Technological Development

  • Increasingly effective treatments for risk of infection: Increased bacterial and viral immunization programs decrease the incidence of infections. Better supportive care for fever and neutropenia and the prevention of septic shock have allowed more aggressive chemotherapy and less toxicity. The use of G-csf [1]to aid in recovery of neutrophil count has allowed more intense chemotherapy and decreased rates of bacterial infection-related morbidity.
  • Stem cell rescue: The development of autologous stem cell harvesting and reinfusion has allowed for the development of submyeloablative protocols and decreased morbidity.
  • Molecular profiling of tumors: The revolution in molecular diagnostics is allowing us to identify subgroups of specific brain tumor histologies (e.g., medulloblastoma), which will lead to stratification of therapy in the future according to molecular subtype (34).
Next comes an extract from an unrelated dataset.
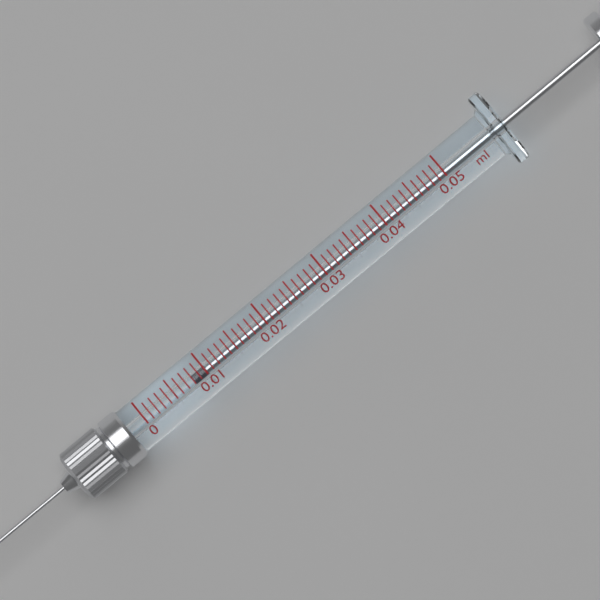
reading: 0.008 ml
  • Improved surgical resections: Improved neurosurgical techniques have increased the rate of gross total resection and the likelihood of chemotherapy to be a valuable adjunctive therapy (with minimal residual disease).
  • Improved imaging of tumors: Improved neuroimaging techniques have allowed more accurate evaluation of the extent of disease at diagnosis, the extent of the surgical resection, and the response of the residual tumor to adjuvant treatments.